His work inhabits hotel lobbies and high-speed trains, long-gone poolside summers and clapped-out pubs. Lightish verse ("Damn Right I Got the Blues: Ovid Live in Tomis") rubs shoulders with near-epics, by O'Brien's standards, like "Thirteen O'Clocks". Balancing this diversity are poems that begin like photocopies of each other: "As the light fails/Down on the path by the Metro line…men walk with dogs" ("Daylight Saving") and "The path that runs beside the Metro, walked/By sober adults and their upright dogs" ("Wendigo").

O'Brien is especially good at comic spikiness. The Larkinesque "Old Lads at the Ramshill Hotel" pokes fun at ageing crooners – "these wobbly suitors with grease-grey quiffs/And suits which are older than they are" – serenading "ferocious and backcombed, the cackling ladies". But when O'Brien asks, "What lady can resist such old-school, old-world/Underwear-removing charm", one isn't sure whether to cry with laughter or at the pathos of it all.

The pleasures and despair of old-school old-worlds are threaded through the 39 poems.

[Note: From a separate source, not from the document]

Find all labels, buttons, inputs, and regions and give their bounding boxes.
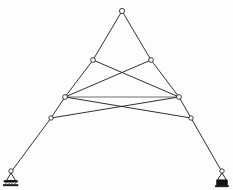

O'Brien's title work is a fond(ish) reverie for librarians who looked "like Françoise Hardy's shampooed sisters". These "ice queens in the realms of gold" are frozen both by memory and, as the Keats quote hints, by art: "Once I glimpsed the staffroom/Where they smoked and (if the novels/Were correct) would speak of men."

Beauty's fragility in the face of mortality runs throughout. O'Brien pours cold water over comforting expressions of eternity more than once: "The morning lasts forever. It does not" ("Always"). "This too is forever, forever and ever, amen,/Impossible, impossible…" ("Wedding Breakfast")

The lure of artistic memorialisation offers scant consolation. In "War Graves", O'Brien asks: "Must this be/'The trap of elegy', to find ourselves composed/Entirely of literature. To have no exit from the immortality that holds us… ." Amnesiac generations transform the transcendental promise of an afterlife into prison sentences without parole: "an ignorant posterity/That cannot seal the yawning grave, still less survive it?" If O'Brien's politicised raging is a bit obvious, his intimations of mortality are anything but. One of our finest poets just got finer still.